Get to know Tin Tin – a distinctive and minimalist restaurant interior artwork, designed by Renesa Architecture Studio. Inspired by Indian craftsmanship, this Pan-Asian restaurant is located in Chandigarh, India.
Tin Tin, which opened this year, takes place at The Toy Hotel in Chandigarh and is completely out of the box.
Besides the food experience, the guests will surely have an involvement with the restaurant’s interior design – an exquisite and minimalist modern interpretation of Indian Craftmanship. This artwork is designed by Renesa – a New Delhi-based architecture and interior designer that embraced this grotto-like space with unique characteristics, confronting the expectations and unsettling hospitality standards.
This 1500ft² ft labyrinth-like configurated restaurant interior is filled with a variety of broad arches, shaped roofs, and sinuous worked furniture, which gives unique and exuberant sensations while having its interior dominated by geometric grids that Renesa describes as a ‘mosaic matrix’ that delivers a quieting and Zen feel. Renesa focused on this sense of ‘Zen,’ conceptualizing it as a local sensibility that was ingeniously borrowed from Indian materiality.
An eye for detail discovered a new significance when Tin Tin was designed, satisfying the sharpened plan vision held onto by the restaurant’s very much voyaged co-founder duo.
With Punjab’s traditional materials and techniques, it was possible to construct this hospitality masterpiece that stands out for its undisputed cauldron of minimalist and indigenous materiality. The restaurant interior is entirely inspired by Indian craftsmanship, creating a modern interpretation, opening up horizons with its pan-Asian menu and dominated by South Asian flavors.
The unorthodox blend of these drastically contrasting elements – the combination of tangled layouts and shapely structures with geometric terrazzo mosaics, that reside all over the space – is why the restaurant interior is so strong and powerful and delivers a sense of visual dynamism.
Tin Tin’s gingham-like stone mosaics are the main feature of the restaurant’s interior design project. They’re present in the whole area, covering the floor, walls, and built-in furnishings. It was only possible because the local craftsman worked hand-laid for half a year on each mosaics piece, using 60 skilled stonemasons to hand-cut, polish, buff, and install, giving authenticity to the project. This allowed the creation of a three-dimensional geometric embroidered artwork where the crooked forms unpretentiously arise through the selective utilization of deep shades of jade, brown, white and grey-beige stone trims.
This sculptural tumult is composed of graphic shapes portrayed by the dominant scheme of hues that are accentuated by the curvilinear silhouettes of the furnishings, both built-in and freestanding, that stitch into the space in an organic form. The same happens with the suspended ceilings panels and the rows of saucer-like lights in the focal eating area that complete the restaurant, lending it a somewhat futuristic feeling that contrasts with the handiwork of stonemasons. Interestingly, the methodical grid of circular pendants complements the mosaics in the restaurant interior.
Renesa has complemented the restaurant interior with leather-upholstered deep green banquettes and dining chairs, both with tubular backs. The chairs offer even more curvaceous forms to the area while adding soft accents. They are placed around tables that wind through the space, some of them are tucked into light-filled nooks next to windows.
Supported by a many-sided organization of arched portals and winding counters, the labyrinthic design conveys a feeling of wonder and secret. In a more down-to-earth sense, the labyrinth-like setup makes an assortment of feasting zones that reach from independent high tables and private feasting nooks to snaking community tables, permitting the venue to metamorphose from a quiet restaurant during the day to a high energy lounge in the evening time easily.
The outcome of this unique restaurant interior design project is a space filled with authenticity that gives at the same time a minimalist sensation due to its graphic homogeneity while being proudly excessively in its sculptural abstraction and material richness.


Search each line below for the word "Desserts" and list those that contain it.

○ ○ ○ ○

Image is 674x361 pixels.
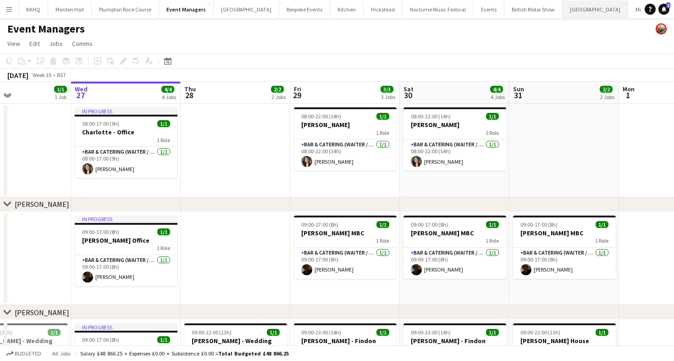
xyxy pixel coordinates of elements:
[658,4,669,15] a: 2
[402,0,473,18] button: Nocturne Music Festival
[595,237,608,244] span: 1 Role
[183,90,196,100] span: 28
[301,221,338,228] span: 09:00-17:00 (8h)
[92,0,159,18] button: Plumpton Race Course
[403,336,506,353] h3: [PERSON_NAME] - Findon Place
[162,93,176,100] div: 4 Jobs
[490,86,503,93] span: 4/4
[403,215,506,279] div: 09:00-17:00 (8h)1/1[PERSON_NAME] MBC1 RoleBar & Catering (Waiter / waitress)1/109:00-17:00 (8h)[P...
[75,147,177,178] app-card-role: Bar & Catering (Waiter / waitress)1/108:00-17:00 (9h)[PERSON_NAME]
[411,113,451,120] span: 08:00-22:00 (14h)
[403,85,413,93] span: Sat
[595,329,608,335] span: 1/1
[381,93,395,100] div: 3 Jobs
[666,2,670,8] span: 2
[279,0,330,18] button: Bespoke Events
[159,0,214,18] button: Event Managers
[157,137,170,143] span: 1 Role
[380,86,393,93] span: 3/3
[411,329,451,335] span: 09:00-23:00 (14h)
[7,22,85,36] h1: Event Managers
[520,329,560,335] span: 09:00-22:00 (13h)
[80,350,289,357] div: Salary £48 866.25 + Expenses £0.00 + Subsistence £0.00 =
[376,329,389,335] span: 1/1
[376,237,389,244] span: 1 Role
[513,247,616,279] app-card-role: Bar & Catering (Waiter / waitress)1/109:00-17:00 (8h)[PERSON_NAME]
[218,350,289,357] span: Total Budgeted £48 866.25
[5,348,43,358] button: Budgeted
[600,93,614,100] div: 2 Jobs
[184,85,196,93] span: Thu
[75,255,177,286] app-card-role: Bar & Catering (Waiter / waitress)1/109:00-17:00 (8h)[PERSON_NAME]
[57,71,66,78] div: BST
[294,85,301,93] span: Fri
[403,107,506,170] app-job-card: 08:00-22:00 (14h)1/1[PERSON_NAME]1 RoleBar & Catering (Waiter / waitress)1/108:00-22:00 (14h)[PER...
[473,0,504,18] button: Events
[75,107,177,178] app-job-card: In progress08:00-17:00 (9h)1/1Charlotte - Office1 RoleBar & Catering (Waiter / waitress)1/108:00-...
[15,199,69,209] div: [PERSON_NAME]
[294,247,396,279] app-card-role: Bar & Catering (Waiter / waitress)1/109:00-17:00 (8h)[PERSON_NAME]
[520,221,557,228] span: 09:00-17:00 (8h)
[511,90,524,100] span: 31
[513,215,616,279] div: 09:00-17:00 (8h)1/1[PERSON_NAME] MBC1 RoleBar & Catering (Waiter / waitress)1/109:00-17:00 (8h)[P...
[45,38,66,49] a: Jobs
[15,350,41,357] span: Budgeted
[161,86,174,93] span: 4/4
[73,90,88,100] span: 27
[363,0,402,18] button: Hickstead
[19,0,48,18] button: KKHQ
[655,23,666,34] app-user-avatar: Staffing Manager
[82,336,119,343] span: 09:00-17:00 (8h)
[192,329,231,335] span: 09:00-22:00 (13h)
[75,344,177,352] h3: [PERSON_NAME] Set Up
[54,86,67,93] span: 1/1
[29,39,40,48] span: Edit
[595,221,608,228] span: 1/1
[294,336,396,353] h3: [PERSON_NAME] - Findon Place
[376,113,389,120] span: 1/1
[622,85,634,93] span: Mon
[68,38,96,49] a: Comms
[271,93,286,100] div: 2 Jobs
[7,71,28,80] div: [DATE]
[49,39,63,48] span: Jobs
[490,93,505,100] div: 4 Jobs
[157,228,170,235] span: 1/1
[562,0,628,18] button: [GEOGRAPHIC_DATA]
[376,221,389,228] span: 1/1
[50,350,72,357] span: All jobs
[75,128,177,136] h3: Charlotte - Office
[402,90,413,100] span: 30
[301,113,341,120] span: 08:00-22:00 (14h)
[4,38,24,49] a: View
[26,38,44,49] a: Edit
[75,236,177,244] h3: [PERSON_NAME] Office
[157,336,170,343] span: 1/1
[403,121,506,129] h3: [PERSON_NAME]
[486,221,499,228] span: 1/1
[411,221,448,228] span: 09:00-17:00 (8h)
[294,215,396,279] app-job-card: 09:00-17:00 (8h)1/1[PERSON_NAME] MBC1 RoleBar & Catering (Waiter / waitress)1/109:00-17:00 (8h)[P...
[55,93,66,100] div: 1 Job
[48,0,92,18] button: Morden Hall
[403,139,506,170] app-card-role: Bar & Catering (Waiter / waitress)1/108:00-22:00 (14h)[PERSON_NAME]
[157,120,170,127] span: 1/1
[271,86,284,93] span: 2/2
[75,215,177,223] div: In progress
[599,86,612,93] span: 2/2
[294,107,396,170] app-job-card: 08:00-22:00 (14h)1/1[PERSON_NAME]1 RoleBar & Catering (Waiter / waitress)1/108:00-22:00 (14h)[PER...
[376,129,389,136] span: 1 Role
[294,121,396,129] h3: [PERSON_NAME]
[75,107,177,115] div: In progress
[292,90,301,100] span: 29
[82,228,119,235] span: 09:00-17:00 (8h)
[75,323,177,330] div: In progress
[75,215,177,286] app-job-card: In progress09:00-17:00 (8h)1/1[PERSON_NAME] Office1 RoleBar & Catering (Waiter / waitress)1/109:0...
[485,129,499,136] span: 1 Role
[301,329,341,335] span: 09:00-23:00 (14h)
[30,71,53,78] span: Week 35
[214,0,279,18] button: [GEOGRAPHIC_DATA]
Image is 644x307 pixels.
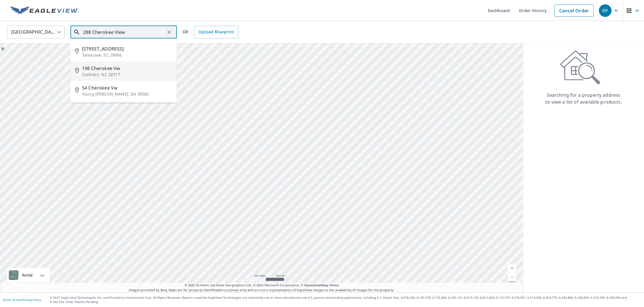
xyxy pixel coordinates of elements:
span: 54 Cherokee Vw [82,85,172,92]
p: Young [PERSON_NAME], GA 30582 [82,92,172,97]
a: Terms [330,283,339,287]
a: Privacy Policy [23,298,41,302]
a: Upload Blueprint [194,26,238,38]
span: 198 Cherokee Vw [82,65,172,72]
a: OpenStreetMap [304,283,328,287]
span: [STREET_ADDRESS] [82,45,172,52]
p: Searching for a property address to view a list of available products. [545,92,622,105]
a: Terms of Use [3,298,21,302]
div: RP [599,4,612,17]
p: Tamassee, SC 29686 [82,52,172,58]
p: | [3,298,41,302]
div: Aerial [7,268,50,282]
img: EV Logo [10,6,78,15]
span: © 2025 TomTom, Earthstar Geographics SIO, © 2025 Microsoft Corporation, © [184,283,339,288]
div: Aerial [20,268,34,282]
div: [GEOGRAPHIC_DATA] [7,24,64,40]
p: Cashiers, NC 28717 [82,72,172,78]
p: © 2025 Eagle View Technologies, Inc. and Pictometry International Corp. All Rights Reserved. Repo... [50,295,641,304]
a: Cancel Order [554,5,594,17]
button: Clear [165,28,173,36]
input: Search by address or latitude-longitude [83,24,165,40]
div: OR [183,26,238,38]
a: Current Level 5, Zoom Out [508,273,516,281]
span: Upload Blueprint [198,28,234,35]
a: Current Level 5, Zoom In [508,264,516,273]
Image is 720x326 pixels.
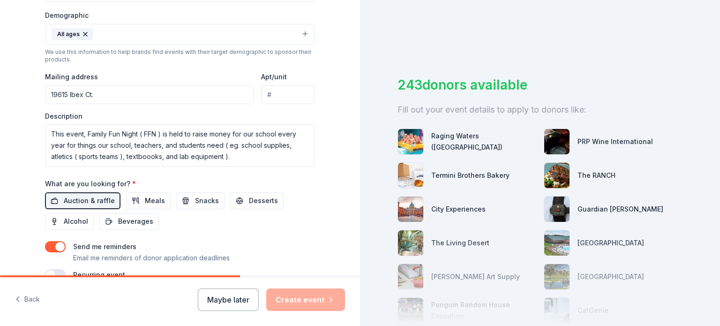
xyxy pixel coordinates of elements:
[431,130,536,153] div: Raging Waters ([GEOGRAPHIC_DATA])
[73,271,125,279] label: Recurring event
[64,216,88,227] span: Alcohol
[230,192,284,209] button: Desserts
[45,24,315,45] button: All ages
[126,192,171,209] button: Meals
[261,72,287,82] label: Apt/unit
[45,112,83,121] label: Description
[198,288,259,311] button: Maybe later
[431,170,510,181] div: Termini Brothers Bakery
[45,124,315,166] textarea: This event, Family Fun Night ( FFN ) is held to raise money for our school every year for things ...
[145,195,165,206] span: Meals
[73,242,136,250] label: Send me reminders
[398,196,423,222] img: photo for City Experiences
[51,28,93,40] div: All ages
[544,196,570,222] img: photo for Guardian Angel Device
[45,48,315,63] div: We use this information to help brands find events with their target demographic to sponsor their...
[73,252,230,264] p: Email me reminders of donor application deadlines
[398,129,423,154] img: photo for Raging Waters (Los Angeles)
[249,195,278,206] span: Desserts
[398,75,683,95] div: 243 donors available
[45,72,98,82] label: Mailing address
[45,11,89,20] label: Demographic
[176,192,225,209] button: Snacks
[398,163,423,188] img: photo for Termini Brothers Bakery
[64,195,115,206] span: Auction & raffle
[544,163,570,188] img: photo for The RANCH
[45,179,136,188] label: What are you looking for?
[261,85,315,104] input: #
[544,129,570,154] img: photo for PRP Wine International
[195,195,219,206] span: Snacks
[578,136,653,147] div: PRP Wine International
[15,290,40,309] button: Back
[118,216,153,227] span: Beverages
[45,213,94,230] button: Alcohol
[578,170,616,181] div: The RANCH
[45,85,254,104] input: Enter a US address
[398,102,683,117] div: Fill out your event details to apply to donors like:
[578,204,663,215] div: Guardian [PERSON_NAME]
[45,192,121,209] button: Auction & raffle
[99,213,159,230] button: Beverages
[431,204,486,215] div: City Experiences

○ ○ ○ ○

§ REPLY
[230,192,284,209] button: Desserts
[249,195,278,206] span: Desserts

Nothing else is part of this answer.